Articles Hågvar, S. Altitudinal zonation of ants (Formicidae) in a steep fjord landscape in Sogndal, Western Norway……………………………………………………………………………...... 3 Andersen, J., Olberg, S. & Hanssen, O. Additions, corrections and comments to the Carabidae part of: Löbl, I & Smetana, A. 2003. Catalogue of Palearctic Coleoptera Vol. 1 Archostema - Myxophaga - Adephaga…………………………………………………………………………….....13 Greve,L. & Djursvoll, P. The genus Anticheta Haliday, 1838 (Diptera, Sciomyzidae) in Norway…...19 Andersen, J. The taxonomic status of Hypnoides consobrinus (Mulsant & Guillebeau, 1855) and H. rivularius (Gyllenhal, 1827) (Coleoptera, Elateridae)………………………………………..……27 Slomian, S., Gulvik, M., Madej, G. & Austad, I. Gamasina and Microgyriina (Acari, Gamasida) from soil and tree hollows at two traditional farms in Sogn og Fjordane, Norway………...... …...39 Hatteland, B.A., Hauge, E., Kirkendal, L. & Solhøy, T. Dispersal abilities and breeding periods of ground beetles (Coleoptera, Carabidae) in coastal Central Norway……………….…………….....49 Lönnve, O. Harpiphorus lepidus (Klug, 1814) (Hymenoptera, Symphyta, Tenthredinidae) in Norway...... 57 Gómez, C., Roura-Pascual, N. & Birkemoe, T. Argentine ants Linepithema hum ile (Mayr, 1868b) infesting Norwegian fl ats……………………………………………………………………...………63

Book reviews • Bokanmeldelser……………...... ………………………..……..…….59, 60, 62

Editorial The purpose of the Norwegian Journal of Entomology…………………………………..…………….1

The present journal is a continuation of Fauna norvegica Series B (Norwegian Journal of Entomology).
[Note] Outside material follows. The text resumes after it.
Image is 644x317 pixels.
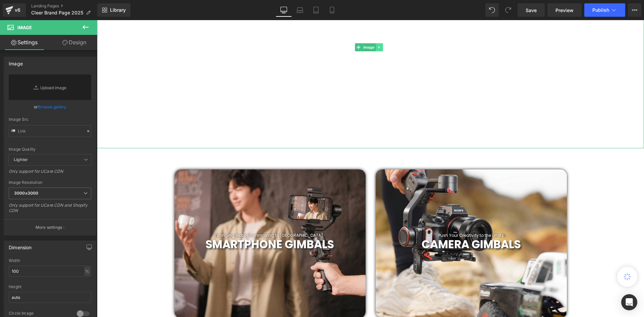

With Volume 45 (1998) the publication of this journal by the Foundation for Nature Research and Cultural Heritage Research (NINA-NIKU) has been discontinued. Starting with Volume 46, the journal is published as Norwegian Journal of Entomology by the Norwegian Entomological Society. Editor is Professor Lauritz Sømme, University of Oslo.